My poems were not stopped because CBP thought them dangerous. (Though they are, of course; poetry is very often dangerous; this is a feature.) Customs agents the world over are prosaically concerned about money.* Poetry, of course, doesn’t make any money to speak of. Fortunately, money is not why I write it.


It was a blue-sky November noon when I opened the mailbox at the bottom of my driveway, and there — at quite long last — was Tell the Turning

I had thought I might shout, or throw up my arms. Something physical, to release the enormous tension built out of knowing my book existed, and being unable to perceive it with my senses. 

In the moment, instead, I lifted my gaze to the maple leaves — the last of them, golden and falling — and said something to them, and to the sky, that was not words. I have a clear memory of that moment, but it cannot tell me the form or contents of that exhalation of thanks. 

For hours after I carried the package indoors — and then for days after I opened it — I have been quiet in my spirit. This is not a quiet of calm dispassion, nor one of restful stillness. This quiet is a fast river in the very early morning, before the sun. 

It’s hard to describe how unusual this is for me. This is a unique gift that Tell the Turning, its physical arrival, has brought me. I claim to dislike surprises, but this one has grown on me. I would love for it to last, and accept that it will not. Now is enough.  

Enough is a difficult concept to keep before me. The response to Tell the Turning has been generous, to the point that we are discussing a second printing. There are possibilities, suddenly, that did not exist in my life until this moment. 

And my challenge is to let them be just that for now: possibilities. The point of Tell the Turning was to create Tell the Turning. The point of right work — the deep joy of right work —  is the work

I recently heard, and have not stopped hearing, a quote from Benedictine Sister Joan Chittister: “Work is what we do to continue what God wanted done.” Whatever your experience of divinity, I think there is wisdom in this: acknowledging both the vitality and the Mystery of human endeavor. Human work as part of the ongoing work of Creation. With a small “c,” if you like, but it’s the same.

Poem-confiscating CBP agents are doing creation-work too — at the least, by feeding and housing and otherwise caring for themselves and their families. And, I like to imagine, by pausing to read a poem from an independently-published little book, semi-innocently on its way to someone else, before they shake off the spell and stamp the paperwork. Before the various algorithms to which we outsource our choices and our collective thinking — capitalism, bureaucracy, the entire concept of “the economy” — grind on. 

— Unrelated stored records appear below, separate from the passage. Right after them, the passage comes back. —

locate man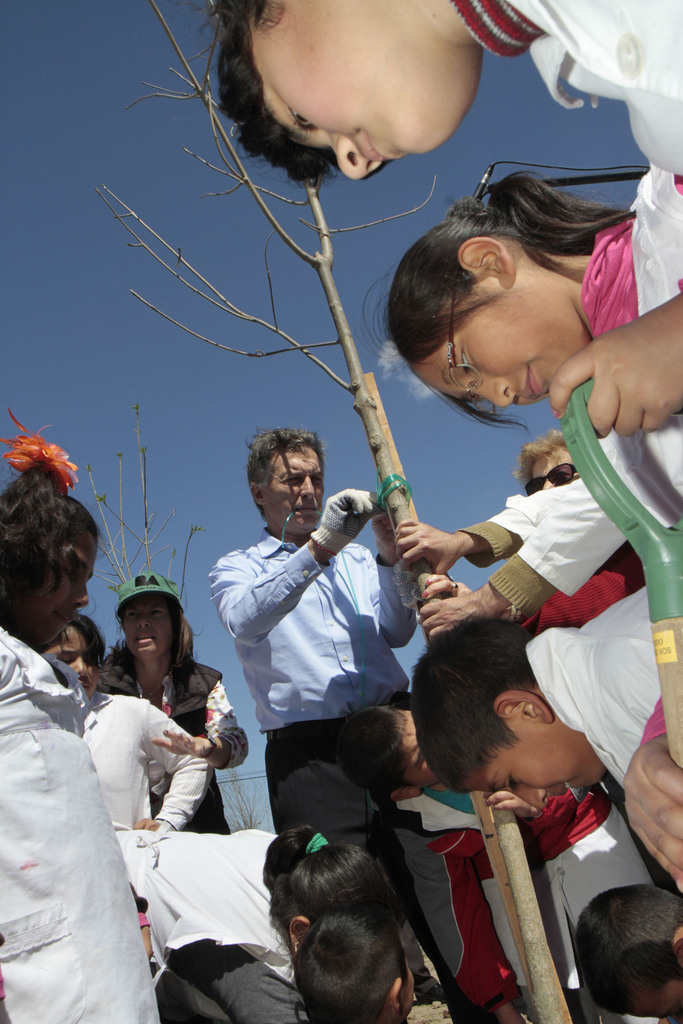
x1=209, y1=444, x2=429, y2=886
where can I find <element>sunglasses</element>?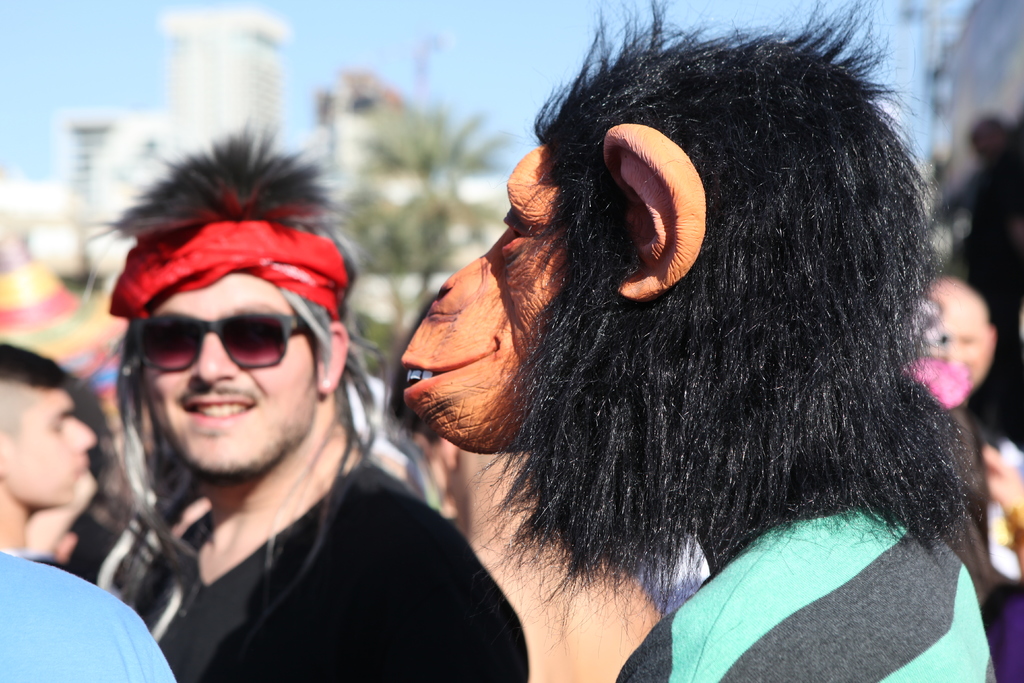
You can find it at detection(131, 312, 301, 374).
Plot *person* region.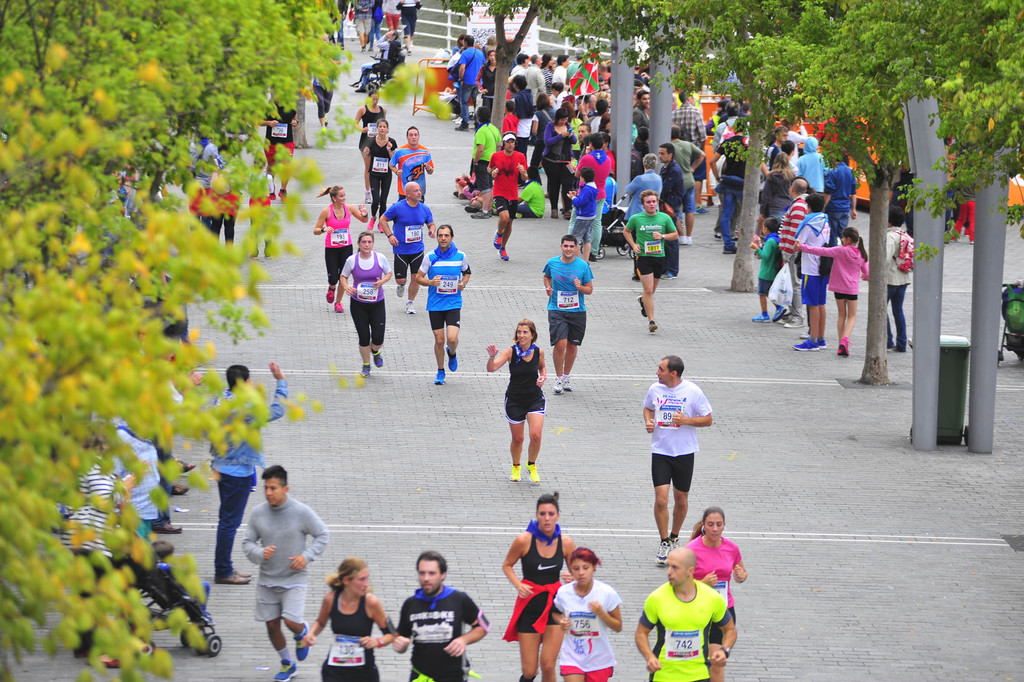
Plotted at <region>575, 119, 598, 154</region>.
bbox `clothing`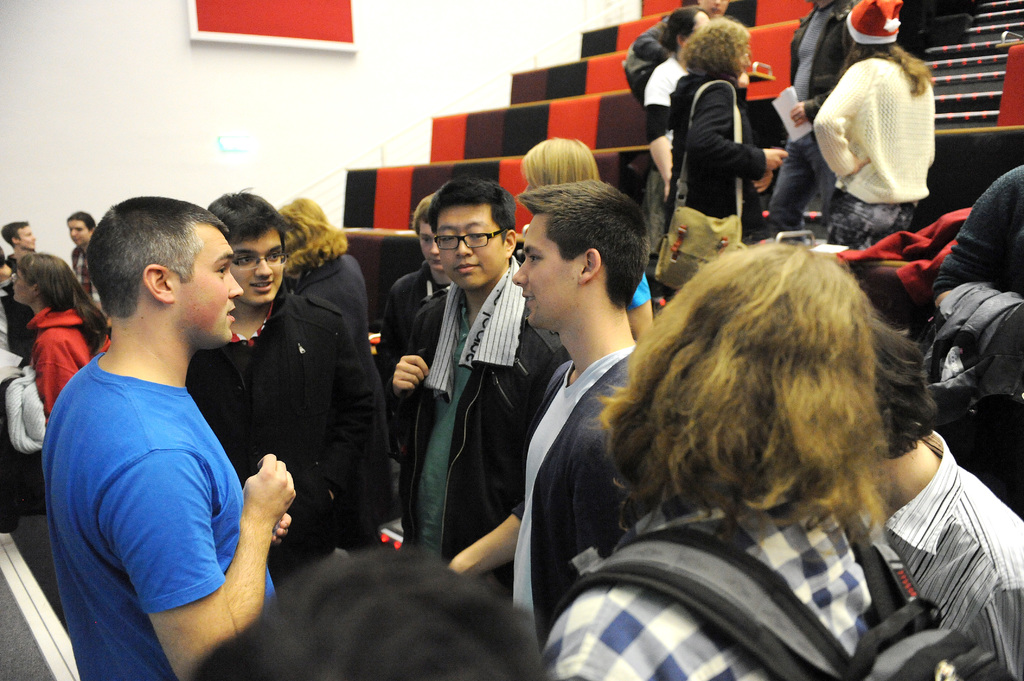
187/291/415/568
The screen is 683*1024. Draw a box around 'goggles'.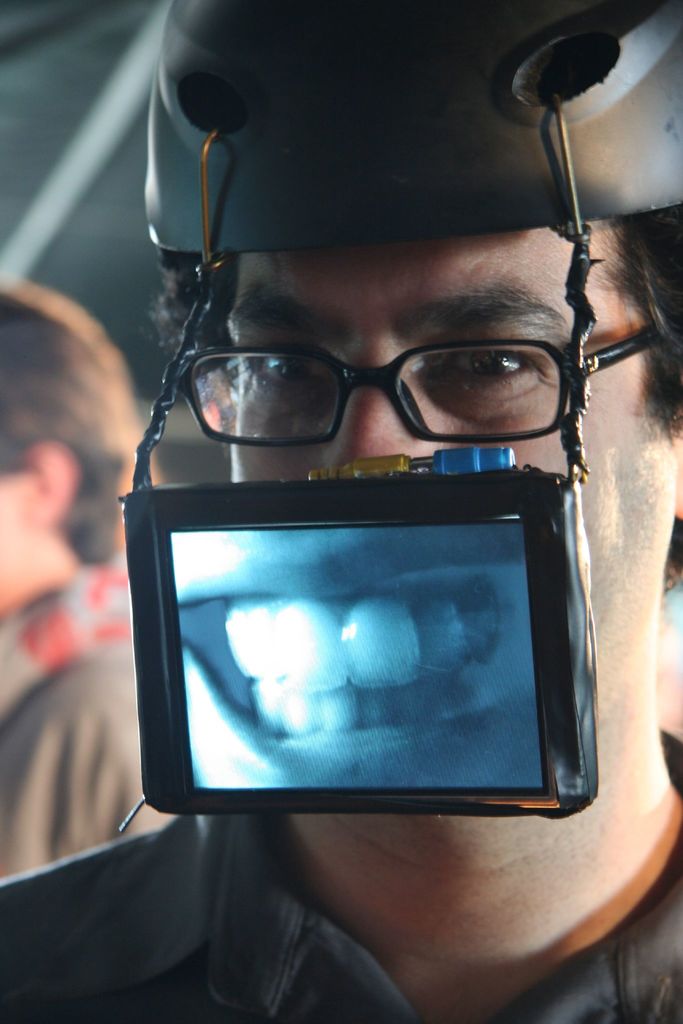
<region>186, 313, 603, 434</region>.
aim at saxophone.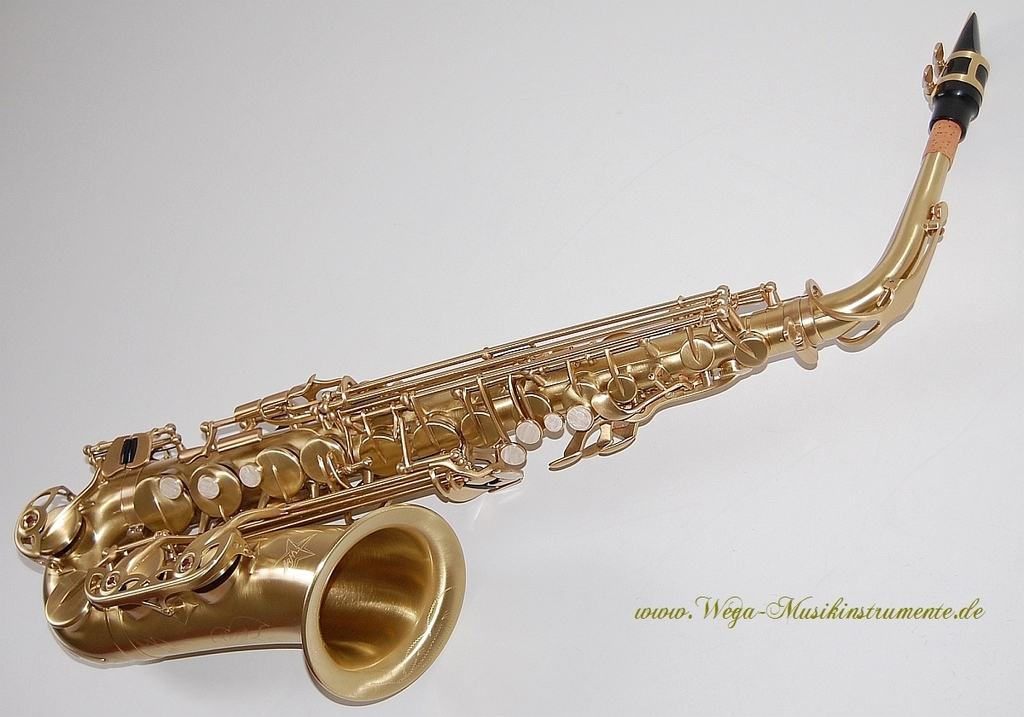
Aimed at box(11, 5, 992, 703).
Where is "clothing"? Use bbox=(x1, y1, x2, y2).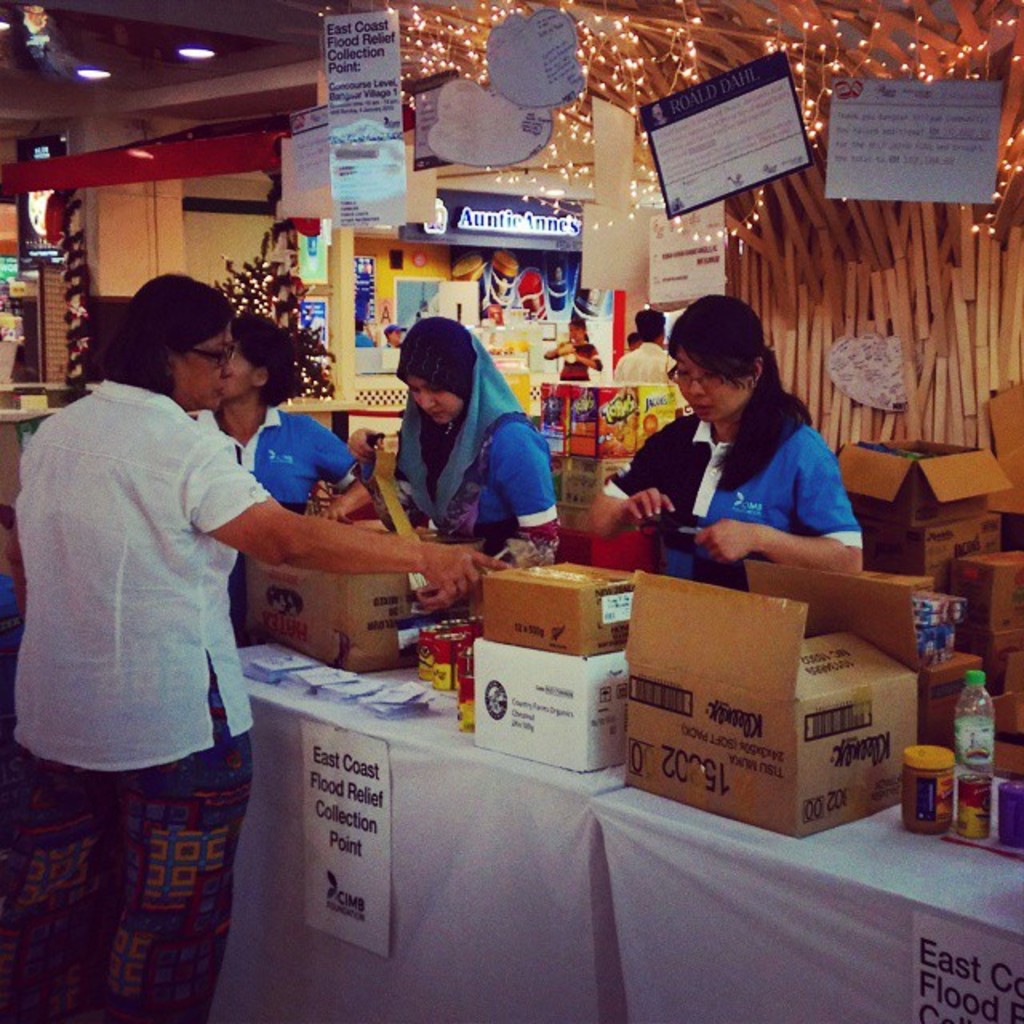
bbox=(381, 341, 394, 347).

Is that what I want to leave you with, in this, my last installment of this column? The image feels a little dark. And also: telling the truth is a crucial function of the poet. 

I wrote something of this in Tell the Turning, though: 

...there were prophets enough, and anyway, 
who listened? 
I want to celebrate...

The truth is, this is an especially difficult era. That unique pain and challenge isn’t going away soon. Covid is still with us, and the bitter divisions it has laid bare in our human populace may outlast the virus itself. The same is true of reckonings with racial injustice and economic disparity. Massive and comparatively recent shifts affecting the more-than-human world, like widespread habitat degredation for much of our planet’s life, and the breakdown of our global weather systems, will be with us even longer. Certainly beyond your life or mine. 

And the truth is, there is so much of beauty, and interest and worth, in the here and now. There is so much good work left to do. 

All of those are things we need to wrestle with, joyfully or determinedly, until they bless us or they break us, or both. Or we bless them. 

I started this essay talking about poetry. I’ll end it by sharing a poem. 

Regardless

So much in life confers pleasure.
In this moment nothing more
than November's standard river-mist
distilled from purple dawn.

From six months' rain-soaked distance,
the scent of lilac.

*Ask Stefan Lorenzutti (of my publisher, Bored Wolves) about his recent experience with humorlessly-philosophizing customs agents in Switzerland.